Hundreds of workers have been mobilized to complete the hospital - basically a quarantine center, with a capacity of about 1,000 patients. The hospital was built within 6 days as the virus virus virus spread rapidly to all provinces and autonomous areas, except for Tibet and Qinghai.
As of January 24, China has reported 1,072 cases of acute pneumonia and 41 deaths. In addition, the US, Japan, South Korea, Vietnam and Thailand, as well as Hong Kong, Hong Kong and Taiwan administrative special zones have also reported cases of infection.
According to an initial design provided by the South China Morning Post, the new facility is under construction in Thai Dien district, west of Vu Han. The facility is nearly 25,000 square meters wide and will contain 1,000 hospital beds.
According to local residents in Vu Han, the government is paying the project's workers up to 1,200 yuan (about 3 million 600 thousand VND) per day - three times their normal salary - to speed up construction progress.
The scale and capacity of the new hospital are equivalent to the facility built in the Xiaotangshan area of Xuong Binh District, Beijing in April 2003 to prevent the SARS epidemic.
The facility was taken over by the People's Liberation Army of China and operated as a hospital with 1,000 beds. Nearly 15% of SARS patients from across China have been treated at Xiaotangshan Hospital for 2 months.
In the latest project, machinery of construction companies has begun to level the ground. A source from China Construction Corporation said that the project will be completed in 6 days.
"We will have a Lunar New Year dinner here. We don't have time. We need to complete this within 6 days," South China Morning quoted an unnamed contractor as saying.
The hospital will be made up of more than 20 pre-arrested buildings, 1 to 2 floors high, however, the exact number of beds and patients will be provided is still being completed.
"Quarantine is a very specific term, meaning you have to be quarantined for 40 days," said Ian Lipkin, a professor of epidemiology at Columbia University. "Currently, this is the only approach, because we do not have any effective vaccine to control the virus. I like to call it isolation to prevent rather than isolation until we have a better strategy to prevent this from spreading further."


DIRECTIONS FOR THIS TASK: Please write out the entire listing below exactly, excluding its pictures.

SOURCE MATERIAL:
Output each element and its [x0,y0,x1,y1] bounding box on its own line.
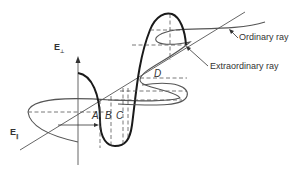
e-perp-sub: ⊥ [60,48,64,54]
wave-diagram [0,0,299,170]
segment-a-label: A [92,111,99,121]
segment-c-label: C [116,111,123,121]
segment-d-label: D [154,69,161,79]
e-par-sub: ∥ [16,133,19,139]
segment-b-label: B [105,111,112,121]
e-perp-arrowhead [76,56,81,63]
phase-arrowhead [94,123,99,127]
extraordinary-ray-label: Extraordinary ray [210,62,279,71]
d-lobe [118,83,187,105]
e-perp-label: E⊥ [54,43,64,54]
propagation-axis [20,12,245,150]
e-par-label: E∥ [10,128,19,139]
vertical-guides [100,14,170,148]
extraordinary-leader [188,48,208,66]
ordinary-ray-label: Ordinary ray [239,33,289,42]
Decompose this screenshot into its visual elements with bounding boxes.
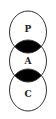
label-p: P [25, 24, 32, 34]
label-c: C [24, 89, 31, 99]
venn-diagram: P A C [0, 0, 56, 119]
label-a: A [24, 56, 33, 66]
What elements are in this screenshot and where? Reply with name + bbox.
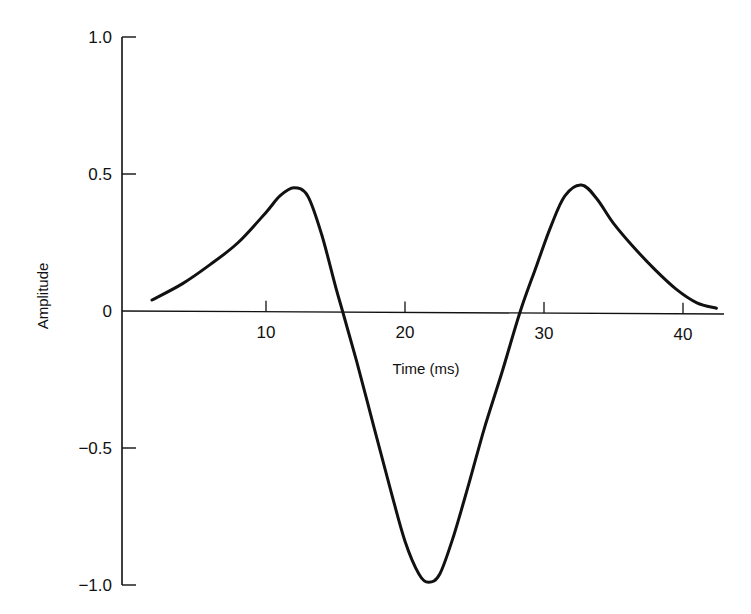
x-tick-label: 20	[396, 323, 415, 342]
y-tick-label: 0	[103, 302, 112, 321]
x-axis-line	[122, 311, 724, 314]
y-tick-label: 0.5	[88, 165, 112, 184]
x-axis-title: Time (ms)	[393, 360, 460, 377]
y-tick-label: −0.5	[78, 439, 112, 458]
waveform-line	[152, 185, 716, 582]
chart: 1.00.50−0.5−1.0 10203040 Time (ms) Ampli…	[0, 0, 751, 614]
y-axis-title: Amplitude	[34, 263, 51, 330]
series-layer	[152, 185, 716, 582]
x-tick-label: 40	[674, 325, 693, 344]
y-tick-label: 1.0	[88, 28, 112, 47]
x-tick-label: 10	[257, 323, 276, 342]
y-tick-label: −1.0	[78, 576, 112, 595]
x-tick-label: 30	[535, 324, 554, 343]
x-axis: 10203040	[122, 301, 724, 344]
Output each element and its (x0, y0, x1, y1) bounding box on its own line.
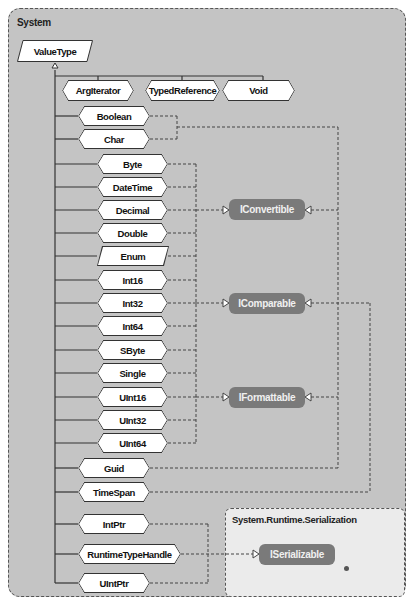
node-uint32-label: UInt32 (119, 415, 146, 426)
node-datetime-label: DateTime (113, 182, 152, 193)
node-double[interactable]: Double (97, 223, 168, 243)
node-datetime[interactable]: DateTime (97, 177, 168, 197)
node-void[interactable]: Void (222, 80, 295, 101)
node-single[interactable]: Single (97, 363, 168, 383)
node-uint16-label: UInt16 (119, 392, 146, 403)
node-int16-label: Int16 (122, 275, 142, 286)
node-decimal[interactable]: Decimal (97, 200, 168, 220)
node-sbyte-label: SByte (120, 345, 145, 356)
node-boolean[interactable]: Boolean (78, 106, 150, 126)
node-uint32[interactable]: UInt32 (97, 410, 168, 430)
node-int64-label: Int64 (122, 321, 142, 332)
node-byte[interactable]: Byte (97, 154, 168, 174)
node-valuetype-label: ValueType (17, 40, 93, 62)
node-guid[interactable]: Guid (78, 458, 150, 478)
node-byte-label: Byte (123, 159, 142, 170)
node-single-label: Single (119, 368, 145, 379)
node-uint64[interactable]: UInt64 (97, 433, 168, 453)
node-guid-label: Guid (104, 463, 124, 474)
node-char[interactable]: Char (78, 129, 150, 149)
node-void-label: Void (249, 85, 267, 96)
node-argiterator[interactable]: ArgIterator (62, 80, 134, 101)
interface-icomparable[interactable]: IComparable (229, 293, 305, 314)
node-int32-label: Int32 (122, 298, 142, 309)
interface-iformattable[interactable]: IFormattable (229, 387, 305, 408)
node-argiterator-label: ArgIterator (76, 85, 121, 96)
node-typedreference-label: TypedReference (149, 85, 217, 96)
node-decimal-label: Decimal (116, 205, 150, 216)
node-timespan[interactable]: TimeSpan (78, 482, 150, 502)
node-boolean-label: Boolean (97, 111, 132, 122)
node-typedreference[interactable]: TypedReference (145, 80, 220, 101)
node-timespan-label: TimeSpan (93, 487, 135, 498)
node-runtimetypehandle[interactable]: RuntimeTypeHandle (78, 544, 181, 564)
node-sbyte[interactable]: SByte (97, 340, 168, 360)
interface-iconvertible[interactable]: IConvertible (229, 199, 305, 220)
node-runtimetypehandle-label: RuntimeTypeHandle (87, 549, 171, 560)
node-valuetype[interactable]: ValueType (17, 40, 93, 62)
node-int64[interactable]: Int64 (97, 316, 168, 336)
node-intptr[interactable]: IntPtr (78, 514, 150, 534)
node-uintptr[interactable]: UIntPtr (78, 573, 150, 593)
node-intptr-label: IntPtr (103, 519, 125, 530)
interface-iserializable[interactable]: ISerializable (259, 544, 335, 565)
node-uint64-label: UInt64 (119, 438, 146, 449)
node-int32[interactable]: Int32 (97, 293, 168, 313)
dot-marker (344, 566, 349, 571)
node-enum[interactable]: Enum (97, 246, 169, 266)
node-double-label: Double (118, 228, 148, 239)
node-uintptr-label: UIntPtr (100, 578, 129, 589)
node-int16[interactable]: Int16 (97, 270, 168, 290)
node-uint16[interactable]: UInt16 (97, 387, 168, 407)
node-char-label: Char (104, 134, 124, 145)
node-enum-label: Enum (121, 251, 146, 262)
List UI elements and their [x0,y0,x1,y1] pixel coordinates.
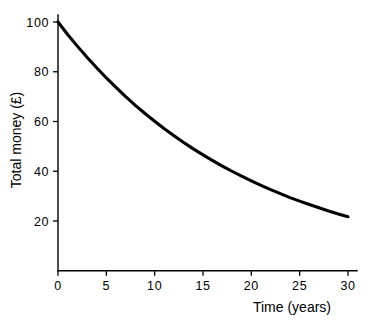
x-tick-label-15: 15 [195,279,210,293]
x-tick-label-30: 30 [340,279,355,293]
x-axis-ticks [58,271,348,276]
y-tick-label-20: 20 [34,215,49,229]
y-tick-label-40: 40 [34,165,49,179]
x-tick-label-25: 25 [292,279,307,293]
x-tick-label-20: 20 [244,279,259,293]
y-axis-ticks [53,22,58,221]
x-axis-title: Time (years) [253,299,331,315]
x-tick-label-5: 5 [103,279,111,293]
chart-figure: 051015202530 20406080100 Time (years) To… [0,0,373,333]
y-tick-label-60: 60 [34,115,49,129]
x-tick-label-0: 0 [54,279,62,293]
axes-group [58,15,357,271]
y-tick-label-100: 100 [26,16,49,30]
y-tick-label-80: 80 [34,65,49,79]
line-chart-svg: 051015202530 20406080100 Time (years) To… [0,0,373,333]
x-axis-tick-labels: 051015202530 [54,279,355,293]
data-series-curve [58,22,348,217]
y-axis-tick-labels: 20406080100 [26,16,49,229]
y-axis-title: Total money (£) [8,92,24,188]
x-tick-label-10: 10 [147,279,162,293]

OUTPUT:
Output each element and its [x0,y0,x1,y1] bounding box on its own line.
e-perp-sub: ⊥ [60,48,64,54]
wave-diagram [0,0,299,170]
segment-a-label: A [92,111,99,121]
segment-c-label: C [116,111,123,121]
segment-d-label: D [154,69,161,79]
e-par-sub: ∥ [16,133,19,139]
segment-b-label: B [105,111,112,121]
e-perp-arrowhead [76,56,81,63]
phase-arrowhead [94,123,99,127]
extraordinary-ray-label: Extraordinary ray [210,62,279,71]
d-lobe [118,83,187,105]
e-perp-label: E⊥ [54,43,64,54]
propagation-axis [20,12,245,150]
e-par-label: E∥ [10,128,19,139]
vertical-guides [100,14,170,148]
extraordinary-leader [188,48,208,66]
ordinary-ray-label: Ordinary ray [239,33,289,42]
Decompose this screenshot into its visual elements with bounding boxes.
label-p: P [25, 24, 32, 34]
label-c: C [24, 89, 31, 99]
venn-diagram: P A C [0, 0, 56, 119]
label-a: A [24, 56, 33, 66]
What elements are in this screenshot and where? Reply with name + bbox.
x-tick-label: 20	[396, 323, 415, 342]
y-tick-label: 0	[103, 302, 112, 321]
x-axis-line	[122, 311, 724, 314]
y-tick-label: 0.5	[88, 165, 112, 184]
x-axis-title: Time (ms)	[393, 360, 460, 377]
y-tick-label: −0.5	[78, 439, 112, 458]
waveform-line	[152, 185, 716, 582]
chart: 1.00.50−0.5−1.0 10203040 Time (ms) Ampli…	[0, 0, 751, 614]
y-axis-title: Amplitude	[34, 263, 51, 330]
series-layer	[152, 185, 716, 582]
x-tick-label: 40	[674, 325, 693, 344]
y-tick-label: 1.0	[88, 28, 112, 47]
x-tick-label: 10	[257, 323, 276, 342]
y-tick-label: −1.0	[78, 576, 112, 595]
x-tick-label: 30	[535, 324, 554, 343]
x-axis: 10203040	[122, 301, 724, 344]
Output each element and its (x0, y0, x1, y1) bounding box on its own line.
node-uint32-label: UInt32 (119, 415, 146, 426)
node-datetime-label: DateTime (113, 182, 152, 193)
node-double[interactable]: Double (97, 223, 168, 243)
node-datetime[interactable]: DateTime (97, 177, 168, 197)
node-void[interactable]: Void (222, 80, 295, 101)
node-single[interactable]: Single (97, 363, 168, 383)
node-uint16-label: UInt16 (119, 392, 146, 403)
node-int16-label: Int16 (122, 275, 142, 286)
node-decimal[interactable]: Decimal (97, 200, 168, 220)
node-sbyte-label: SByte (120, 345, 145, 356)
node-boolean[interactable]: Boolean (78, 106, 150, 126)
node-uint32[interactable]: UInt32 (97, 410, 168, 430)
node-int64-label: Int64 (122, 321, 142, 332)
node-byte[interactable]: Byte (97, 154, 168, 174)
node-valuetype-label: ValueType (17, 40, 93, 62)
node-guid[interactable]: Guid (78, 458, 150, 478)
node-byte-label: Byte (123, 159, 142, 170)
node-single-label: Single (119, 368, 145, 379)
node-uint64[interactable]: UInt64 (97, 433, 168, 453)
node-guid-label: Guid (104, 463, 124, 474)
node-char[interactable]: Char (78, 129, 150, 149)
node-void-label: Void (249, 85, 267, 96)
node-argiterator[interactable]: ArgIterator (62, 80, 134, 101)
interface-icomparable[interactable]: IComparable (229, 293, 305, 314)
node-int32-label: Int32 (122, 298, 142, 309)
interface-iformattable[interactable]: IFormattable (229, 387, 305, 408)
node-argiterator-label: ArgIterator (76, 85, 121, 96)
node-typedreference-label: TypedReference (149, 85, 217, 96)
node-decimal-label: Decimal (116, 205, 150, 216)
node-timespan[interactable]: TimeSpan (78, 482, 150, 502)
node-boolean-label: Boolean (97, 111, 132, 122)
node-typedreference[interactable]: TypedReference (145, 80, 220, 101)
node-timespan-label: TimeSpan (93, 487, 135, 498)
node-runtimetypehandle[interactable]: RuntimeTypeHandle (78, 544, 181, 564)
node-sbyte[interactable]: SByte (97, 340, 168, 360)
interface-iconvertible[interactable]: IConvertible (229, 199, 305, 220)
node-runtimetypehandle-label: RuntimeTypeHandle (87, 549, 171, 560)
node-valuetype[interactable]: ValueType (17, 40, 93, 62)
node-int64[interactable]: Int64 (97, 316, 168, 336)
node-intptr[interactable]: IntPtr (78, 514, 150, 534)
node-uintptr[interactable]: UIntPtr (78, 573, 150, 593)
node-intptr-label: IntPtr (103, 519, 125, 530)
interface-iserializable[interactable]: ISerializable (259, 544, 335, 565)
node-uint64-label: UInt64 (119, 438, 146, 449)
node-int32[interactable]: Int32 (97, 293, 168, 313)
dot-marker (344, 566, 349, 571)
node-enum[interactable]: Enum (97, 246, 169, 266)
node-double-label: Double (118, 228, 148, 239)
node-uintptr-label: UIntPtr (100, 578, 129, 589)
node-int16[interactable]: Int16 (97, 270, 168, 290)
node-uint16[interactable]: UInt16 (97, 387, 168, 407)
node-char-label: Char (104, 134, 124, 145)
node-enum-label: Enum (121, 251, 146, 262)
List UI elements and their [x0,y0,x1,y1] pixel coordinates.
x-tick-label-15: 15 [195,279,210,293]
x-tick-label-30: 30 [340,279,355,293]
x-axis-ticks [58,271,348,276]
y-tick-label-20: 20 [34,215,49,229]
y-tick-label-40: 40 [34,165,49,179]
x-tick-label-25: 25 [292,279,307,293]
x-tick-label-20: 20 [244,279,259,293]
y-axis-ticks [53,22,58,221]
x-axis-title: Time (years) [253,299,331,315]
x-tick-label-5: 5 [103,279,111,293]
chart-figure: 051015202530 20406080100 Time (years) To… [0,0,373,333]
y-tick-label-60: 60 [34,115,49,129]
x-tick-label-0: 0 [54,279,62,293]
axes-group [58,15,357,271]
y-tick-label-100: 100 [26,16,49,30]
y-tick-label-80: 80 [34,65,49,79]
line-chart-svg: 051015202530 20406080100 Time (years) To… [0,0,373,333]
x-axis-tick-labels: 051015202530 [54,279,355,293]
data-series-curve [58,22,348,217]
y-axis-tick-labels: 20406080100 [26,16,49,229]
y-axis-title: Total money (£) [8,92,24,188]
x-tick-label-10: 10 [147,279,162,293]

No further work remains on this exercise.